A Quick Link | Dublin Opinion » Paddy Moran Commemoration Programme – 8 to 14 March 2011

Executed For Ireland: The Patrick Moran Story was one of the titles I commissioned while at Mercier, an excellent book and an fascinating topic, sounds like an interesting series of events:

Monday 14th March 2011 (The anniversary of execution)

7.00p.m. Mass in the Dun Laoghaire Club premises, 3 Eblana Avenue, Dun laoghaire. Celebrant: Monsignor Dan O’Connor PP, Dun Laoghaire.

8.00p.m. LECTURES on the life and times of Patrick Moran, Dun Laoghaire Club, 3 Eblana Avenue, Dub Laoghaire.

SPEAKERS: May Moran, author of Executed for Ireland and niece of Paddy Moran; Padraig Yeates, author of Lockout: Dublin 1913 and forthcoming A City in Wartime: Dublin 1914-1918.

Chairman: John Douglas, General Secretary, MANDATE, trade union.

via Dublin Opinion » Blog Archive » Paddy Moran Commemoration Programme – 8 to 14 March 2011.

For more on May Moran, the author of the book, check out this audio clip!

 

Some Sad News

I’ve just heard that an author I worked with at Mercier Press, Dermot Walsh passed away this week.

Dermot was a fascinating and interesting man who talked with passion about his subject, in this case the intriguing and bizarre murder of Nurse Catherine Cooper by Michael Manning in Limerick city in 1950s.

For me he encapsulated much of what it is to be an author of a book on a specific topic. He was like many of his peers, gripped by a subject and unable to let it go until he had dug as deeply into it as he could. The resulting book, Beneath Cannock’s Clock, is here and is well worth a read.

I’ve no doubt he will be missed terribly by those he leaves behind and I hope they can find some comfort in the days and months ahead.

Things I Like | January, February, March, March, March – The Irish Times

I’ve mentioned Blood & Thunder on this site before, it was one of the commissions I made at mercier Press. Well it got a full review this weekend from The Irish Times. And a favourable one at that!

Loyalists tend to be cautious about opening up to journalists, but the former Castlederg bandmaster and former Ulster Unionist assembly member Derek Hussey paved the way for MacDonald to get to know the band and its workings. But he said pointedly to MacDonald, “Pity it’s a Taig who’ll be [writing the book]”, a warning against any stitch-up – again a long-standing fear among many loyalists when dealing with the fourth estate.

But it’s the generous and different-footed perspective that makes this book. With objectivity, perception and a strong degree of empathy MacDonald tells the story of the band, interweaving through the narrative the political, religious, cultural and social impulses that drive its members and in a broader sense drive unionism, loyalism and Protestantism.

via January, February, March, March, March – The Irish Times – Sat, Sep 18, 2010.

Things I Like | Liffey Ships and Shipbuilding – Pat Sweeney | The Irish Catholic

Nice review in The Irish Catholic for Pat Sweeney’s Liffey Ships & Ship Building, one of my commissions while at Mercier Press.

The book is not only the result of very detailed archive research, it shows too the benefit of Pat Sweeney’s skills as a professional photographer in recording so many of the ships while they were still sea-going.

Attractively produced, this is not just a book for the enthusiast, but for anyone at all interested, not just in Dublin’s past, but in a much neglected aspect of our national history.

Over the last few months I have heard three different Government ministers, including Mr Cowen, extolling the importance of ”heritage” to tourism and the creation of those all important ”bed-nights” around which our economy seems to spins.

The ship builders chronicled in these pages are part of that heritage, part of the heritage which the Maritime Institute of Ireland museum was set up to foster, but which central funding has neglected. Let us hope that Pat Sweeny’s excellent book will be a foundation on which a new future for Ireland’s total maritime heritage may be built.

via Books: Liffey Ships and Shipbuilding – Pat Sweeney | The Irish Catholic – Ireland’s biggest and best-selling Catholic newspaper since 1888.

Things I Like | The cabbage plot rebels | Irish Examiner

What a week for books I’ve commissioned it is turning out to be! Laurence Fenton’s The Young Ireland Rebellion and Limerick was featured in the Irish Examiner at the weekend. I’m delighted, it’s a fine book on a fascinating topic:

LAURENCE FENTON has written a tantalising introduction to the events leading to the Young Ireland rebellion of 1848.

The author’s goal was to “explore the manner in which the men and women of Limerick reacted to the tumultuous year of revolutions”.

via The cabbage plot rebels | Irish Examiner.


**PROBLEM DETAILS**.
Word for word, restate the data that follows, omitting the images.

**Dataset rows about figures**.
*** Block opens ***

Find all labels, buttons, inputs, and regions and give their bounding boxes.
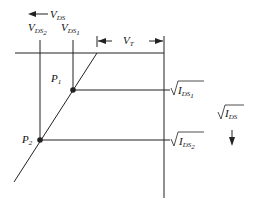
p2-label: P2 (21, 133, 33, 147)
p1-label: P1 (50, 72, 61, 86)
vt-arrow-left-head (98, 38, 106, 44)
vt-arrow-right-head (155, 38, 163, 44)
svg-text:IDS2: IDS2 (178, 135, 195, 151)
sqrt-ids-axis-label: IDS (218, 105, 244, 121)
vds-arrow-head (28, 11, 36, 17)
vt-label: VT (123, 34, 135, 48)
point-p2 (37, 137, 43, 143)
vds2-label: VDS2 (28, 21, 47, 37)
point-p1 (70, 87, 76, 93)
vds-axis-label: VDS (50, 8, 66, 22)
ids-arrow-head (229, 137, 235, 146)
vds1-label: VDS1 (61, 21, 80, 37)
sqrt-ids1-label: IDS1 (171, 81, 204, 100)
svg-text:IDS1: IDS1 (177, 84, 194, 100)
sqrt-ids2-label: IDS2 (171, 132, 204, 151)
mosfet-threshold-diagram: VDS VDS2 VDS1 VT P1 P2 IDS1 IDS2 IDS (0, 0, 257, 207)
svg-text:IDS: IDS (224, 107, 238, 121)
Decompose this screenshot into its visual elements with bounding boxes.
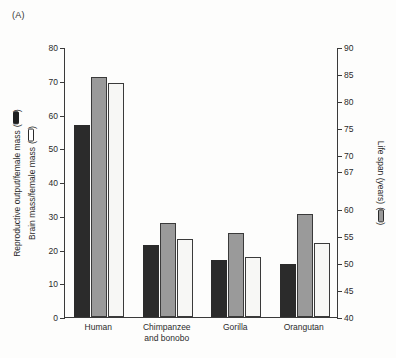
right-tick-label: 45 bbox=[344, 287, 353, 296]
x-axis-category-label: Orangutan bbox=[270, 322, 339, 333]
x-axis-category-label: Chimpanzee and bonobo bbox=[133, 322, 202, 344]
left-tick-label: 20 bbox=[49, 246, 58, 255]
left-tick-mark bbox=[60, 318, 65, 319]
bar-group bbox=[134, 48, 203, 317]
left-tick-label: 30 bbox=[49, 213, 58, 222]
right-axis-label-text: Life span (years) bbox=[376, 141, 386, 204]
right-tick-label: 75 bbox=[344, 125, 353, 134]
bar bbox=[108, 83, 124, 317]
bar bbox=[74, 125, 90, 317]
bar bbox=[160, 223, 176, 318]
paren-close-life: ) bbox=[376, 222, 386, 225]
bar bbox=[297, 214, 313, 317]
right-tick-label: 70 bbox=[344, 152, 353, 161]
left-tick-label: 70 bbox=[49, 78, 58, 87]
right-tick-label: 55 bbox=[344, 233, 353, 242]
bar-group bbox=[65, 48, 134, 317]
x-axis-category-label: Gorilla bbox=[201, 322, 270, 333]
bar bbox=[211, 260, 227, 317]
right-tick-label: 50 bbox=[344, 260, 353, 269]
left-tick-label: 60 bbox=[49, 111, 58, 120]
left-tick-label: 10 bbox=[49, 280, 58, 289]
bar bbox=[245, 257, 261, 317]
left-axis-title-reproductive-output: Reproductive output/female mass ( ) bbox=[10, 109, 23, 257]
right-tick-label: 60 bbox=[344, 206, 353, 215]
right-tick-mark bbox=[337, 318, 342, 319]
hollow-bar-icon bbox=[28, 128, 34, 141]
bar bbox=[91, 77, 107, 317]
right-tick-label: 40 bbox=[344, 314, 353, 323]
left-tick-label: 40 bbox=[49, 179, 58, 188]
left-tick-label: 50 bbox=[49, 145, 58, 154]
paren-open-repro: ( bbox=[11, 124, 21, 127]
bar-group bbox=[202, 48, 271, 317]
bar bbox=[314, 243, 330, 317]
left-axis-title-brain-mass: Brain mass/female mass ( ) bbox=[25, 126, 38, 240]
bar-groups bbox=[65, 48, 337, 317]
right-tick-label: 67 bbox=[344, 168, 353, 177]
right-axis-title-life-span: Life span (years) ( ) bbox=[375, 141, 388, 225]
bar-group bbox=[271, 48, 340, 317]
shaded-bar-icon bbox=[378, 210, 384, 223]
solid-bar-icon bbox=[13, 112, 19, 125]
x-axis-category-label: Human bbox=[64, 322, 133, 333]
left-tick-label: 0 bbox=[53, 314, 58, 323]
left-axis-label-brain-text: Brain mass/female mass bbox=[26, 147, 36, 240]
figure-panel-a: (A) Reproductive output/female mass ( ) … bbox=[0, 0, 396, 358]
bar bbox=[280, 264, 296, 317]
right-tick-label: 80 bbox=[344, 98, 353, 107]
left-tick-label: 80 bbox=[49, 44, 58, 53]
right-tick-label: 85 bbox=[344, 71, 353, 80]
panel-label: (A) bbox=[12, 10, 25, 20]
plot-area: 01020304050607080 4045505560677075808590 bbox=[64, 48, 338, 318]
right-tick-label: 90 bbox=[344, 44, 353, 53]
bar bbox=[177, 239, 193, 317]
bar bbox=[143, 245, 159, 317]
left-axis-label-reproductive-text: Reproductive output/female mass bbox=[11, 130, 21, 257]
bar bbox=[228, 233, 244, 317]
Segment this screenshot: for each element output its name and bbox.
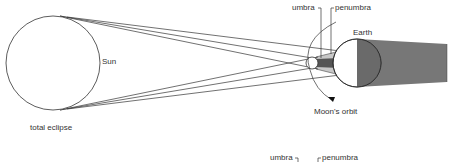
eclipse-diagram <box>0 0 457 165</box>
penumbra-leader <box>331 8 334 54</box>
penumbra-label: penumbra <box>335 4 371 12</box>
sun <box>6 16 100 110</box>
moon-orbit-label: Moon's orbit <box>314 108 357 116</box>
orbit-arrow-icon <box>328 97 335 102</box>
umbra-label: umbra <box>292 4 315 12</box>
umbra-bottom-label: umbra <box>270 154 293 162</box>
penumbra-bottom-label: penumbra <box>322 154 358 162</box>
earth-label: Earth <box>353 29 372 37</box>
sun-label: Sun <box>102 58 116 66</box>
umbra-bottom-leader <box>295 158 298 162</box>
caption-label: total eclipse <box>30 124 72 132</box>
penumbra-bottom-leader <box>318 158 321 162</box>
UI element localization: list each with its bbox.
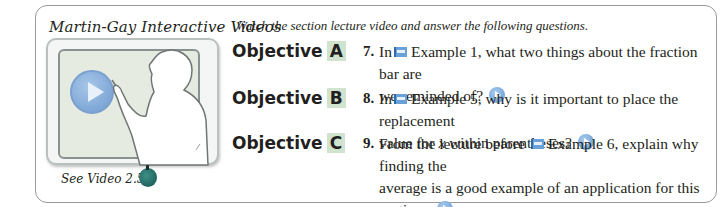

*** Block closes ***

**EXERCISE RESPONSE**.
Find all labels, buttons, inputs, and regions and give their bounding boxes.
p2-label: P2 (21, 133, 33, 147)
p1-label: P1 (50, 72, 61, 86)
vt-arrow-left-head (98, 38, 106, 44)
vt-arrow-right-head (155, 38, 163, 44)
svg-text:IDS2: IDS2 (178, 135, 195, 151)
sqrt-ids-axis-label: IDS (218, 105, 244, 121)
vds-arrow-head (28, 11, 36, 17)
vt-label: VT (123, 34, 135, 48)
point-p2 (37, 137, 43, 143)
vds2-label: VDS2 (28, 21, 47, 37)
point-p1 (70, 87, 76, 93)
vds-axis-label: VDS (50, 8, 66, 22)
ids-arrow-head (229, 137, 235, 146)
vds1-label: VDS1 (61, 21, 80, 37)
sqrt-ids1-label: IDS1 (171, 81, 204, 100)
svg-text:IDS1: IDS1 (177, 84, 194, 100)
sqrt-ids2-label: IDS2 (171, 132, 204, 151)
mosfet-threshold-diagram: VDS VDS2 VDS1 VT P1 P2 IDS1 IDS2 IDS (0, 0, 257, 207)
svg-text:IDS: IDS (224, 107, 238, 121)
Decompose this screenshot into its visual elements with bounding boxes.
right-tick-label: 45 bbox=[344, 287, 353, 296]
x-axis-category-label: Orangutan bbox=[270, 322, 339, 333]
x-axis-category-label: Chimpanzee and bonobo bbox=[133, 322, 202, 344]
left-tick-label: 20 bbox=[49, 246, 58, 255]
left-tick-mark bbox=[60, 318, 65, 319]
bar-group bbox=[134, 48, 203, 317]
left-tick-label: 30 bbox=[49, 213, 58, 222]
right-axis-label-text: Life span (years) bbox=[376, 141, 386, 204]
right-tick-label: 75 bbox=[344, 125, 353, 134]
bar bbox=[108, 83, 124, 317]
bar bbox=[74, 125, 90, 317]
bar bbox=[160, 223, 176, 318]
paren-close-life: ) bbox=[376, 222, 386, 225]
bar bbox=[297, 214, 313, 317]
right-tick-label: 70 bbox=[344, 152, 353, 161]
left-tick-label: 70 bbox=[49, 78, 58, 87]
right-tick-label: 55 bbox=[344, 233, 353, 242]
bar-group bbox=[65, 48, 134, 317]
x-axis-category-label: Gorilla bbox=[201, 322, 270, 333]
bar bbox=[211, 260, 227, 317]
right-tick-label: 50 bbox=[344, 260, 353, 269]
left-tick-label: 60 bbox=[49, 111, 58, 120]
left-tick-label: 10 bbox=[49, 280, 58, 289]
bar bbox=[245, 257, 261, 317]
left-axis-title-reproductive-output: Reproductive output/female mass ( ) bbox=[10, 109, 23, 257]
right-tick-label: 60 bbox=[344, 206, 353, 215]
right-tick-mark bbox=[337, 318, 342, 319]
hollow-bar-icon bbox=[28, 128, 34, 141]
bar bbox=[91, 77, 107, 317]
right-tick-label: 40 bbox=[344, 314, 353, 323]
left-tick-label: 40 bbox=[49, 179, 58, 188]
left-tick-label: 50 bbox=[49, 145, 58, 154]
paren-open-repro: ( bbox=[11, 124, 21, 127]
bar-group bbox=[202, 48, 271, 317]
bar bbox=[314, 243, 330, 317]
left-axis-title-brain-mass: Brain mass/female mass ( ) bbox=[25, 126, 38, 240]
bar-groups bbox=[65, 48, 337, 317]
right-tick-label: 67 bbox=[344, 168, 353, 177]
right-axis-title-life-span: Life span (years) ( ) bbox=[375, 141, 388, 225]
bar-group bbox=[271, 48, 340, 317]
shaded-bar-icon bbox=[378, 210, 384, 223]
solid-bar-icon bbox=[13, 112, 19, 125]
x-axis-category-label: Human bbox=[64, 322, 133, 333]
left-tick-label: 0 bbox=[53, 314, 58, 323]
left-axis-label-brain-text: Brain mass/female mass bbox=[26, 147, 36, 240]
figure-panel-a: (A) Reproductive output/female mass ( ) … bbox=[0, 0, 396, 358]
bar bbox=[280, 264, 296, 317]
right-tick-label: 80 bbox=[344, 98, 353, 107]
left-tick-label: 80 bbox=[49, 44, 58, 53]
right-tick-label: 85 bbox=[344, 71, 353, 80]
panel-label: (A) bbox=[12, 10, 25, 20]
plot-area: 01020304050607080 4045505560677075808590 bbox=[64, 48, 338, 318]
right-tick-label: 90 bbox=[344, 44, 353, 53]
bar bbox=[177, 239, 193, 317]
bar bbox=[143, 245, 159, 317]
left-axis-label-reproductive-text: Reproductive output/female mass bbox=[11, 130, 21, 257]
bar bbox=[228, 233, 244, 317]
Segment this screenshot: for each element output its name and bbox.
eclipse-diagram <box>0 0 457 165</box>
penumbra-leader <box>331 8 334 54</box>
penumbra-label: penumbra <box>335 4 371 12</box>
sun <box>6 16 100 110</box>
moon-orbit-label: Moon's orbit <box>314 108 357 116</box>
orbit-arrow-icon <box>328 97 335 102</box>
umbra-label: umbra <box>292 4 315 12</box>
umbra-bottom-label: umbra <box>270 154 293 162</box>
penumbra-bottom-label: penumbra <box>322 154 358 162</box>
earth-label: Earth <box>353 29 372 37</box>
sun-label: Sun <box>102 58 116 66</box>
umbra-bottom-leader <box>295 158 298 162</box>
caption-label: total eclipse <box>30 124 72 132</box>
penumbra-bottom-leader <box>318 158 321 162</box>
UI element localization: list each with its bbox.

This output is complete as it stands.